Much in the same way many of the newer works that we have looked at so far, Apollo in the Age of Aquarius takes a thematic approach to the general overall topic of resistance to NASA and the space program. This was introduced early on by Neil Maher, in the introduction, where he also took the time to discuss his work in finding sources and his process for writing this specific book. Of all of the historiographies which I have read at the introductions of texts, I found Maher’s discussion of the current work being done in environmental histories of space, and his decision to look at resistance movements in conjunction with the space race, to be the most helpful and purposeful historiography which I have read. I normally struggle with authors who work to place their writing within a larger canon of literature, I understand its purpose but still find it difficult to enter myself into that text especially at the beginning of a book, however Maher’s decision to discuss what other historians were doing, as well as the beginnings of his research and his original goal for the text (explaining the unexpected ecology of NASA’s space capsules) into how he wrote the book that he did (“less an environmental and technological history of the space race and more a political history of the 1960s era, albeit one that focuses on the unforeseen relationship between space technology and the natural environment both in space and back on Earth”) works well to place the development of this text.

This text had many elements that will work well in conjunction with the work I am doing with my thesis, since it is a political and cultural history which is firmly placed in conversation with new technologies and Cold War rhetoric. First, however, I have to admit, that while I realize that the United States is a country full of diverse groups with different agendas and cultural views, I have been woefully ignorant of the backlash which the space program faced during the height of the space race. It makes perfect sense why each of these many groups (Poor People’s protests, civil rights groups, environmental groups, the “New Left”, the “New Right”, anti-war activists, women’s rights groups) would choose to protest a technological endeavor which undermined and actively worked against these causes. The familiar narrative today of the Space Race fits in with the narrative of this created American identity which we have been discussing, it was contrived to seem much more positive in retrospect, which is exactly the point of creating such a narrative about a collective identity, to make society seem homogeneous when it is clearly not.

There are many moments in this text which I felt were directly useful to my thesis, but it was chapter four, “Heavenly Bodies: ‘Manned Spaceflight’ and the Women’s Movement” that I found to be the most compelling to me as a reader, and which really worked to dismantle some of the identity construction we have discussed. The contrast which Maher provides to a discussion of the “place” of women in space between the United States and the Soviet Union speaks to the idea of a war of ideology which we saw earlier. When Valentina Tereshkova became the first woman to go to space, the Soviets were not concerned with that fact that space was no longer a men’s-only club, nor were they focused on her beauty as a woman, but instead celebrated that she was a strong, fit woman who was able to handle the rigours of going into space. On the other hand, scientists in the United States were still unsure of if the female body could handle a launch into space, let alone could they figure out what to do when women would need to use the restroom, which apparently held its own set of logistical issues. The fact that women went to space in the Soviet Union more than a decade before they were allowed into space in the United States was a large part of the rhetoric of second-wave feminists in the US, playing directly into the tensions of the Cold War. There were also fears regarding the degrading of the male form in the United States. Men were growing soft due to their office jobs (another major aspect of my thesis) and strong, masculine, physically active astronauts could be held up as the model for what the American Man should be. If women were allowed into space, what would this mean for the male form? Would they still be considered the prime example of a human, if women could achieve the same goals? It is a very interesting discussion which Maher was bringing to light in this chapter, which encapsulates many of the themes of my own thesis.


Pictures stay out; everything else in the entries below is to be duplicated exactly.
Dataset records: Begin
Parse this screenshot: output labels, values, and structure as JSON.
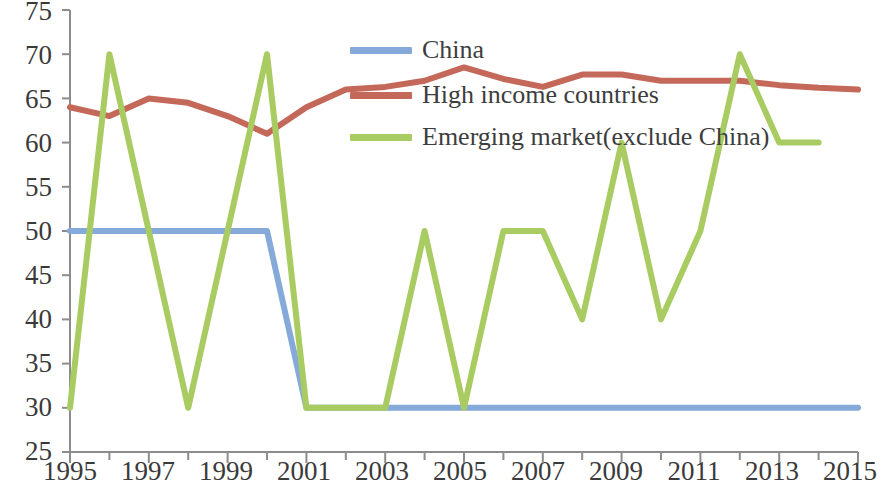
{
  "chart": {
    "type": "line",
    "title": "",
    "xlabel": "",
    "ylabel": ""
  },
  "axes": {
    "y_ticks": [
      "75",
      "70",
      "65",
      "60",
      "55",
      "50",
      "45",
      "40",
      "35",
      "30",
      "25"
    ],
    "x_ticks": [
      "1995",
      "1997",
      "1999",
      "2001",
      "2003",
      "2005",
      "2007",
      "2009",
      "2011",
      "2013",
      "2015"
    ],
    "ylim": [
      25,
      75
    ],
    "xlim": [
      1995,
      2015
    ],
    "grid": "none",
    "minor_x_ticks_every": 1
  },
  "legend": {
    "position": "inside-top-center",
    "items": [
      {
        "label": "China",
        "color": "#85a9d8"
      },
      {
        "label": "High income countries",
        "color": "#c4685a"
      },
      {
        "label": "Emerging market(exclude China)",
        "color": "#a8cc62"
      }
    ]
  },
  "colors": {
    "china": "#85a9d8",
    "high_income": "#c4685a",
    "emerging": "#a8cc62",
    "axis": "#8c8c8c",
    "text": "#3a3a3a",
    "background": "#ffffff"
  },
  "chart_data": {
    "type": "line",
    "title": "",
    "xlabel": "",
    "ylabel": "",
    "ylim": [
      25,
      75
    ],
    "grid": false,
    "legend_position": "inside-top-center",
    "x": [
      1995,
      1996,
      1997,
      1998,
      1999,
      2000,
      2001,
      2002,
      2003,
      2004,
      2005,
      2006,
      2007,
      2008,
      2009,
      2010,
      2011,
      2012,
      2013,
      2014,
      2015
    ],
    "series": [
      {
        "name": "China",
        "color": "#85a9d8",
        "values": [
          50,
          50,
          50,
          50,
          50,
          50,
          30,
          30,
          30,
          30,
          30,
          30,
          30,
          30,
          30,
          30,
          30,
          30,
          30,
          30,
          30
        ]
      },
      {
        "name": "High income countries",
        "color": "#c4685a",
        "values": [
          64,
          63,
          65,
          64.5,
          63,
          61,
          64,
          66,
          66.3,
          67,
          68.5,
          67.2,
          66.3,
          67.7,
          67.7,
          67,
          67,
          67,
          66.5,
          66.2,
          66
        ]
      },
      {
        "name": "Emerging market(exclude China)",
        "color": "#a8cc62",
        "values": [
          30,
          70,
          50,
          30,
          50,
          70,
          30,
          30,
          30,
          50,
          30,
          50,
          50,
          40,
          60,
          40,
          50,
          70,
          60,
          60,
          null
        ]
      }
    ]
  }
}
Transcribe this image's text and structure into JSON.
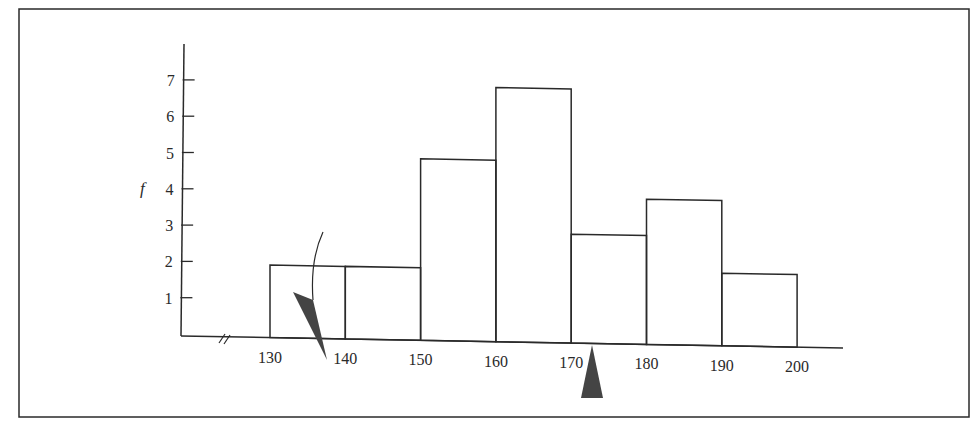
{
  "chart_data": {
    "type": "bar",
    "subtype": "histogram",
    "title": "",
    "xlabel": "",
    "ylabel": "f",
    "bins": [
      {
        "from": 130,
        "to": 140,
        "value": 2
      },
      {
        "from": 140,
        "to": 150,
        "value": 2
      },
      {
        "from": 150,
        "to": 160,
        "value": 5
      },
      {
        "from": 160,
        "to": 170,
        "value": 7
      },
      {
        "from": 170,
        "to": 180,
        "value": 3
      },
      {
        "from": 180,
        "to": 190,
        "value": 4
      },
      {
        "from": 190,
        "to": 200,
        "value": 2
      }
    ],
    "categories": [
      "130-140",
      "140-150",
      "150-160",
      "160-170",
      "170-180",
      "180-190",
      "190-200"
    ],
    "values": [
      2,
      2,
      5,
      7,
      3,
      4,
      2
    ],
    "x_ticks": [
      "130",
      "140",
      "150",
      "160",
      "170",
      "180",
      "190",
      "200"
    ],
    "y_ticks": [
      "1",
      "2",
      "3",
      "4",
      "5",
      "6",
      "7"
    ],
    "ylim": [
      0,
      8
    ],
    "xlim": [
      120,
      206
    ],
    "axis_break": "x-axis break symbol before 130",
    "grid": false,
    "legend": null,
    "annotations": [
      {
        "type": "curved-arrow",
        "description": "dark wedge pointer with curved stem pointing down at ~137 on x-axis"
      },
      {
        "type": "triangle-marker",
        "description": "dark upward triangle below x-axis at ~172"
      }
    ]
  },
  "colors": {
    "line": "#2a2a2a",
    "marker": "#444444",
    "background": "#ffffff"
  }
}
Dataset records: End
## Task result
Parse this screenshot: output labels, values, and structure as JSON.
{
  "chart": {
    "type": "line",
    "title": "",
    "xlabel": "",
    "ylabel": ""
  },
  "axes": {
    "y_ticks": [
      "75",
      "70",
      "65",
      "60",
      "55",
      "50",
      "45",
      "40",
      "35",
      "30",
      "25"
    ],
    "x_ticks": [
      "1995",
      "1997",
      "1999",
      "2001",
      "2003",
      "2005",
      "2007",
      "2009",
      "2011",
      "2013",
      "2015"
    ],
    "ylim": [
      25,
      75
    ],
    "xlim": [
      1995,
      2015
    ],
    "grid": "none",
    "minor_x_ticks_every": 1
  },
  "legend": {
    "position": "inside-top-center",
    "items": [
      {
        "label": "China",
        "color": "#85a9d8"
      },
      {
        "label": "High income countries",
        "color": "#c4685a"
      },
      {
        "label": "Emerging market(exclude China)",
        "color": "#a8cc62"
      }
    ]
  },
  "colors": {
    "china": "#85a9d8",
    "high_income": "#c4685a",
    "emerging": "#a8cc62",
    "axis": "#8c8c8c",
    "text": "#3a3a3a",
    "background": "#ffffff"
  },
  "chart_data": {
    "type": "line",
    "title": "",
    "xlabel": "",
    "ylabel": "",
    "ylim": [
      25,
      75
    ],
    "grid": false,
    "legend_position": "inside-top-center",
    "x": [
      1995,
      1996,
      1997,
      1998,
      1999,
      2000,
      2001,
      2002,
      2003,
      2004,
      2005,
      2006,
      2007,
      2008,
      2009,
      2010,
      2011,
      2012,
      2013,
      2014,
      2015
    ],
    "series": [
      {
        "name": "China",
        "color": "#85a9d8",
        "values": [
          50,
          50,
          50,
          50,
          50,
          50,
          30,
          30,
          30,
          30,
          30,
          30,
          30,
          30,
          30,
          30,
          30,
          30,
          30,
          30,
          30
        ]
      },
      {
        "name": "High income countries",
        "color": "#c4685a",
        "values": [
          64,
          63,
          65,
          64.5,
          63,
          61,
          64,
          66,
          66.3,
          67,
          68.5,
          67.2,
          66.3,
          67.7,
          67.7,
          67,
          67,
          67,
          66.5,
          66.2,
          66
        ]
      },
      {
        "name": "Emerging market(exclude China)",
        "color": "#a8cc62",
        "values": [
          30,
          70,
          50,
          30,
          50,
          70,
          30,
          30,
          30,
          50,
          30,
          50,
          50,
          40,
          60,
          40,
          50,
          70,
          60,
          60,
          null
        ]
      }
    ]
  }
}
Transcribe this image's text and structure into JSON.
{
  "chart_data": {
    "type": "bar",
    "subtype": "histogram",
    "title": "",
    "xlabel": "",
    "ylabel": "f",
    "bins": [
      {
        "from": 130,
        "to": 140,
        "value": 2
      },
      {
        "from": 140,
        "to": 150,
        "value": 2
      },
      {
        "from": 150,
        "to": 160,
        "value": 5
      },
      {
        "from": 160,
        "to": 170,
        "value": 7
      },
      {
        "from": 170,
        "to": 180,
        "value": 3
      },
      {
        "from": 180,
        "to": 190,
        "value": 4
      },
      {
        "from": 190,
        "to": 200,
        "value": 2
      }
    ],
    "categories": [
      "130-140",
      "140-150",
      "150-160",
      "160-170",
      "170-180",
      "180-190",
      "190-200"
    ],
    "values": [
      2,
      2,
      5,
      7,
      3,
      4,
      2
    ],
    "x_ticks": [
      "130",
      "140",
      "150",
      "160",
      "170",
      "180",
      "190",
      "200"
    ],
    "y_ticks": [
      "1",
      "2",
      "3",
      "4",
      "5",
      "6",
      "7"
    ],
    "ylim": [
      0,
      8
    ],
    "xlim": [
      120,
      206
    ],
    "axis_break": "x-axis break symbol before 130",
    "grid": false,
    "legend": null,
    "annotations": [
      {
        "type": "curved-arrow",
        "description": "dark wedge pointer with curved stem pointing down at ~137 on x-axis"
      },
      {
        "type": "triangle-marker",
        "description": "dark upward triangle below x-axis at ~172"
      }
    ]
  },
  "colors": {
    "line": "#2a2a2a",
    "marker": "#444444",
    "background": "#ffffff"
  }
}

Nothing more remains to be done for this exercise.